Some Thoughts
Finding abstractions is one of the pleasures of being a software developer. You begin implementing eight different keyboards in what starts out feeling like it will be eight different ways and you soon discover a pattern and the eight different ways become one. Though the inventors of isomorphic systems worked separately the fascinating thing I found was that all these systems can be built on a brick-like lattice with a simple algorithm. The variation between the eight systems shown above boils down to two parameters: (1) the number of rows required before the pattern repeats and (2) the size of the interval going up one key diagonally.
The earliest example of an isomorphic keyboard I found was from the 1850's, when an Austrian musician, Franz Walther, arranged the buttons on a Schrammel accordion in rows to match the notes of a diminished chord, thus creating what’s known today as the chromatic B-system. (Read more about the Viennese Schrammelharmonika in Andreas Teufel’s thesis.) A few decades later, in 1882, Hungarian engineer Paul von Jankó patented an alternate keyboard for the piano which generated enough attention to result in a few instruments being a built and at least one piano school adopting the keyboard. (Many examples of this keyboard can be seen on the Squeezehead’s page on uniform keyboards.)
Since accordions were much cheaper to build than pianos, experiments with isomorphic keyboards on the squeezebox reached a wider audience. An extended B-system became very popular in Russia and the Balkans, while in France it was the C-system that was the layout of choice for musette players. Some modern concertinas use the Wicki system which keeps all the fingers together in reach of all the diatonic scale notes, catering to that instrument's limitations on hand mobility. Even the Stradella bass system, seen on just about every piano accordion, can be thought of as an isomorphic keyboard if only the roots and the counter rows are considered.
In the 20th century proponents of microtonality employed isomorphic keyboards to build microtonal instruments such as the Fokker 31 tone organ. But like pianos, organs are very expensive to make so there are very few examples of isomorphic organs. MIDI controllers, on the other hand, are the modern day accordions. They’re cheaper to make and can reach a much wider audience willing to try new things. One such controller is the Jammer. Software controllers dispense with the physical keyboard entirely such as Musix.
Source for this keyboard is available on GitHub.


Please give the entries below again exactly, omitting every picture.

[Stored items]
※ ※ ※

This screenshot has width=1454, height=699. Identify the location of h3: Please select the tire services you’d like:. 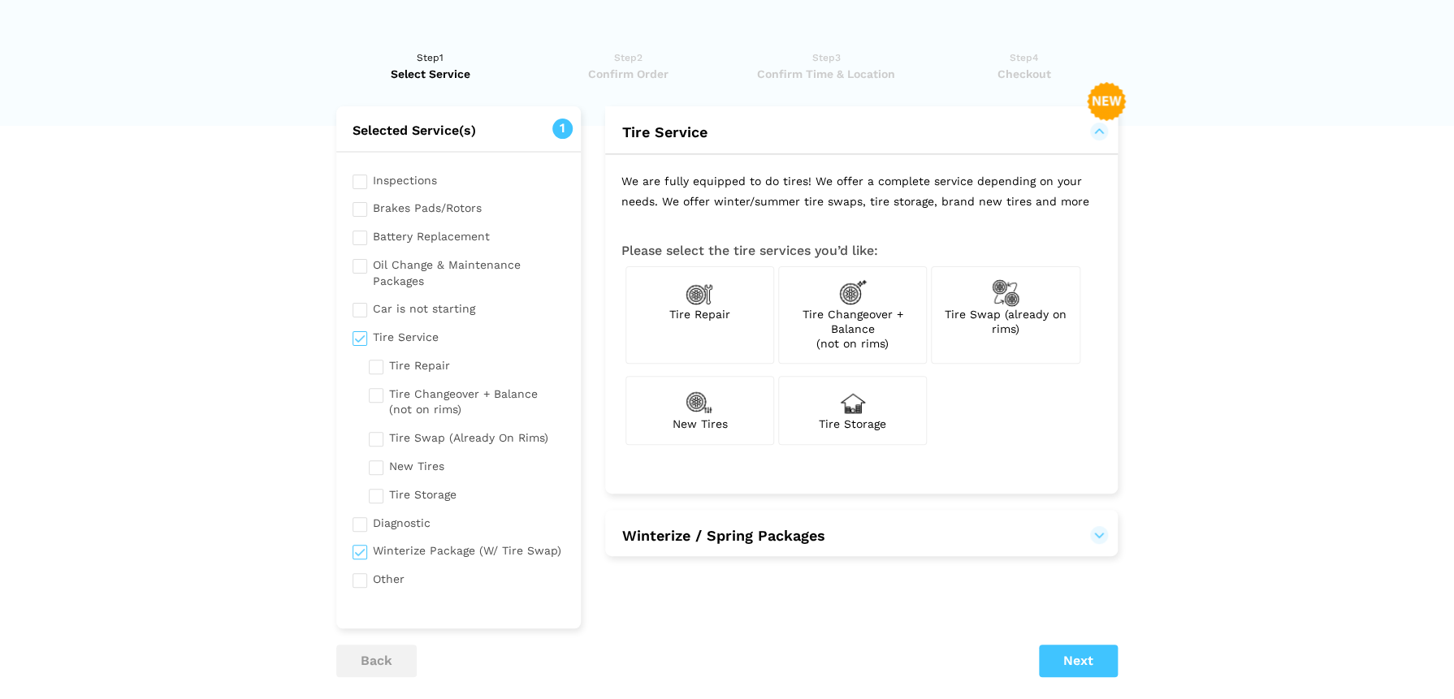
(861, 251).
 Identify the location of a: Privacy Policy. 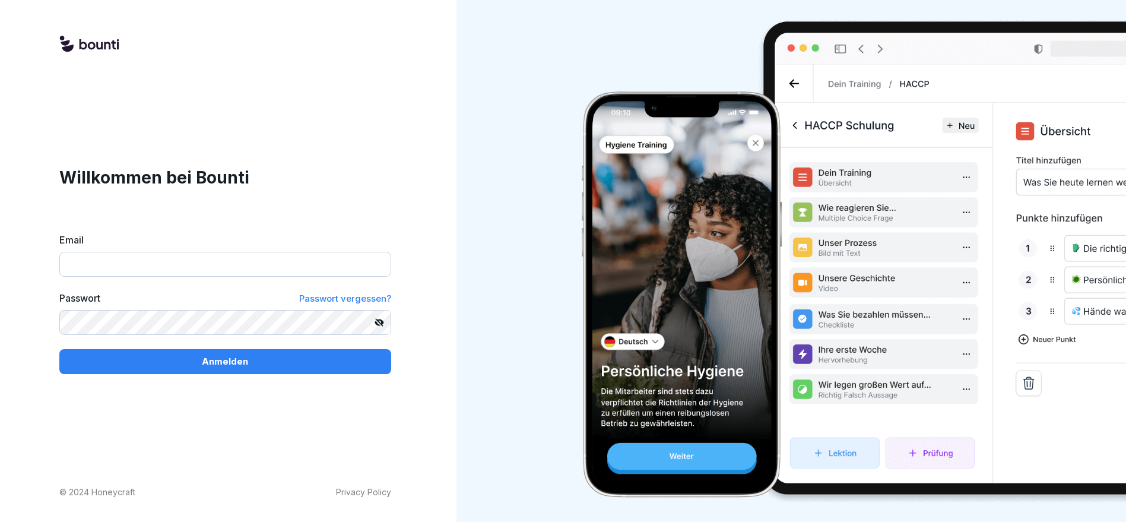
(363, 492).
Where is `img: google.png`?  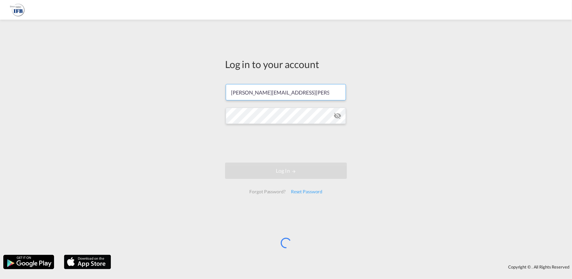
img: google.png is located at coordinates (28, 262).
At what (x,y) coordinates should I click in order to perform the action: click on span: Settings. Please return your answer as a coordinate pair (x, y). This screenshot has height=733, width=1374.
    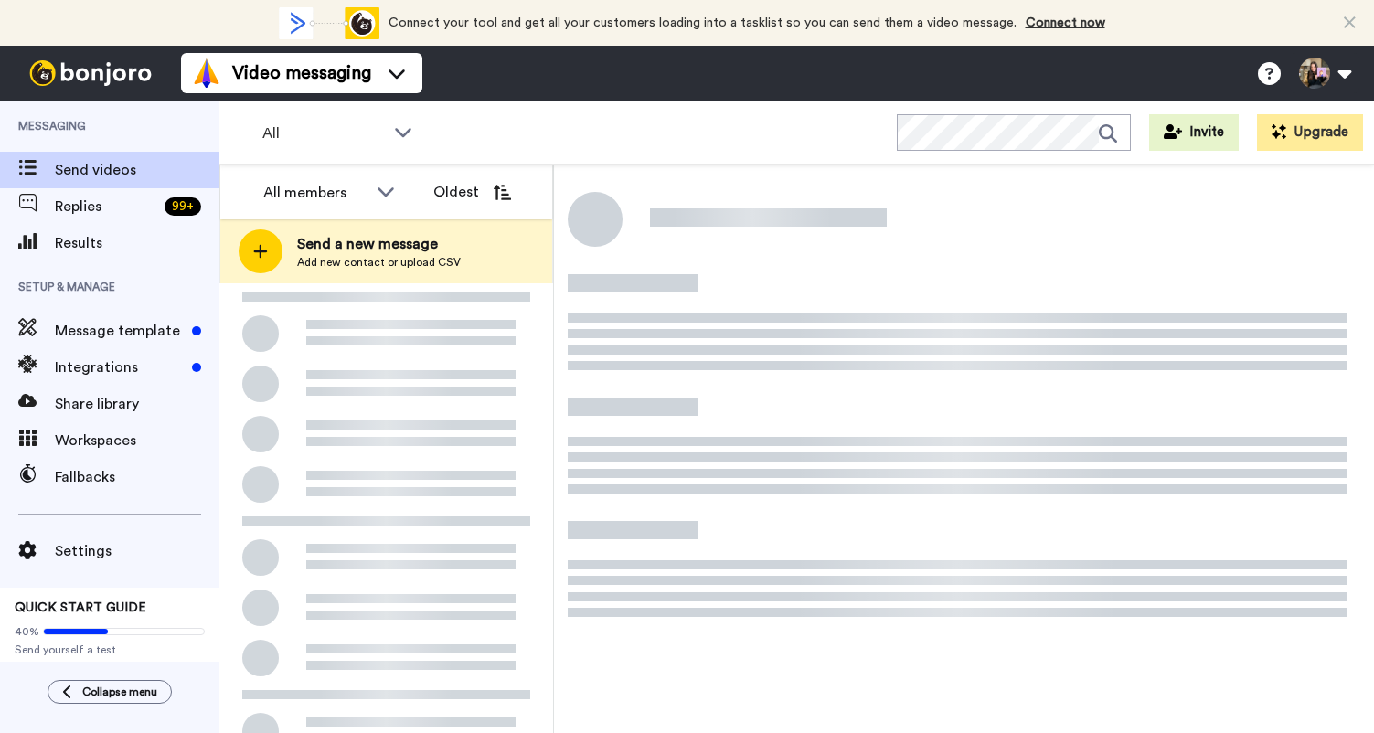
    Looking at the image, I should click on (137, 551).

※ ※ ※

▶ _Output for this exercise_:
This screenshot has width=1454, height=699. Identify the location of h3: Please select the tire services you’d like:. 
(861, 251).
 Identify the location of a: Privacy Policy. 
(363, 492).
Where is `img: google.png`?  
img: google.png is located at coordinates (28, 262).
At what (x,y) coordinates should I click in order to perform the action: click on span: Settings. Please return your answer as a coordinate pair (x, y). This screenshot has height=733, width=1374.
    Looking at the image, I should click on (137, 551).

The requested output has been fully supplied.